The collateral for the loans was Mr. Jackson’s 50 percent share in Sony/ATV Music Publishing, a portfolio of thousands of songs, including rights to 259 songs by John Lennon and Paul McCartney that are considered some of the most valuable properties in music.

In 1985 Mr. Jackson paid $47.5 million for ATV, which included the Beatles songs — a move that estranged him from Mr. McCartney, who had advised him to invest in music rights — and 10 years later Mr. Jackson sold 50 percent of his interest to Sony for $90 million, creating a joint venture, Sony/ATV. Estimates of the value of the catalog exceed $1 billion.

Last year Neverland narrowly escaped foreclosure after Mr. Jackson defaulted on $24.5 million he owed on the property. A Los Angeles real estate investment company, Colony Capital LLC, bought the note, and put the title for the property into a joint venture with Mr. Jackson.

Trial Took Its Toll

In many ways, Mr. Jackson never recovered from the child molesting trial, a lurid affair that attracted media from around the world to watch as Mr. Jackson, wearing a different costume each day, appeared in a small courtroom in Santa Maria, Calif., to listen as a parade of witnesses spun a sometimes-incredible tale.

The case ultimately turned on the credibility of Mr. Jackson’s accuser, a 15-year-old cancer survivor who said the defendant had gotten him drunk and molested him several times. The boy’s younger brother testified that he had seen Mr. Jackson fondling his brother on two other occasions.

After 14 weeks of such testimony and seven days of deliberations, the jury returned not-guilty verdicts on all 14 counts against Mr. Jackson: four charges of child molesting, one charge of attempted child molesting, one conspiracy charge and eight possible counts of providing alcohol to minors. Conviction could have brought Mr. Jackson 20 years in prison. Instead, he walked away a free man to try to reclaim a career that at the time had already been in decline for years.

After his trial, Mr. Jackson largely left the United States for Bahrain, the island nation in the Persian Gulf, where he was the guest of Sheik Abdullah, a son of the ruler of the country, King Hamad bin Isa al-Khalifa.

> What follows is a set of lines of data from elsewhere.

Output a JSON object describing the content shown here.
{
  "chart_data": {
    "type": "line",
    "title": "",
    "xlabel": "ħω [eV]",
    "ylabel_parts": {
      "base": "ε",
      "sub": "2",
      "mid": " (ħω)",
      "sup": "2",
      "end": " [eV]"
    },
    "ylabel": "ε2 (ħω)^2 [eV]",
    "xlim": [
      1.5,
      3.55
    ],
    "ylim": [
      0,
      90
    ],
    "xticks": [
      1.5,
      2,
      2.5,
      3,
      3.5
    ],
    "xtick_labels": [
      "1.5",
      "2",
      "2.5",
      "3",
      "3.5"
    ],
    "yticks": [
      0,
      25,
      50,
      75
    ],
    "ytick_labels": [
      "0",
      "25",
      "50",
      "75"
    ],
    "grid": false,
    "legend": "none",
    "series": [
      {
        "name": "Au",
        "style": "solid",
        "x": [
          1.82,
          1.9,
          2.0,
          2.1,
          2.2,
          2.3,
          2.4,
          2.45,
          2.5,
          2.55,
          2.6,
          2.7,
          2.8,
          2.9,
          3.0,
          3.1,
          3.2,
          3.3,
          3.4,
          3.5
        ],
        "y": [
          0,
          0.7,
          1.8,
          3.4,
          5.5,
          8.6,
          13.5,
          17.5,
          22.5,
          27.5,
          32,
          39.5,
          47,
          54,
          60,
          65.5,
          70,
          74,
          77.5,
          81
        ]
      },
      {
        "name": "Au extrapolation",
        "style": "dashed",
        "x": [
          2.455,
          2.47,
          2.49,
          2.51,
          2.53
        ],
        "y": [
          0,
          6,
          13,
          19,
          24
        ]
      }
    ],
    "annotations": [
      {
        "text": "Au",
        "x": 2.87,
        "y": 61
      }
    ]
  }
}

Mr. Jackson would never return to live at his ranch. Instead he remained in Bahrain, Dubai and Ireland for the next several years, managing his increasingly unstable finances. He remained an avid shopper, however, and was spotted at shopping malls in the black robes and veils traditionally worn by Bahraini women.

Despite the public relations blow of his trial, Mr. Jackson and his ever-changing retinue of managers, lawyers and advisers never stopped plotting his return.

As part of the agreement that saved Neverland, all of the property inside the house had to be removed quickly, and Mr. Jackson’s representatives hired a Los Angeles auction house, Julien’s Auctions, to prepare a sale of memorabilia from the ranch, according to court papers. More than 2,000 items were to be put up for sale in April 2009, and the value of the auction was estimated at up to $20 million.

But shortly before the sale, Mr. Jackson sued to prevent it, saying that he had never been given an opportunity to remove personal items. On the day the exhibition of the sale opened to the public — in a converted former department store in Beverly Hills — the auction house and Mr. Jackson announced that they had reached a settlement to return all of the property to him.

By early 2009, Mr. Jackson was living in a $100,000-a-month mansion in Bel Air, to be closer to “where all the action is” in the entertainment business, his manager at the time, Tohme Tohme, told The Los Angeles Times.

A spokesman for the Los Angeles Police Department said Mr. Jackson was not pronounced dead until about 2:30 p.m. The department assigned its robbery and homicide division to investigate the death, but the spokesman said that was because of Mr. Jackson’s celebrity. “Don’t read into anything,” the spokesman told reporters at the Bel Air house. He said the coroner had taken possession of the body and would conduct an investigation.

In another indication that the scrutiny never stopped, paparazzi were already waiting outside Mr. Jackson’s home when the ambulance arrived to take him to the hospital.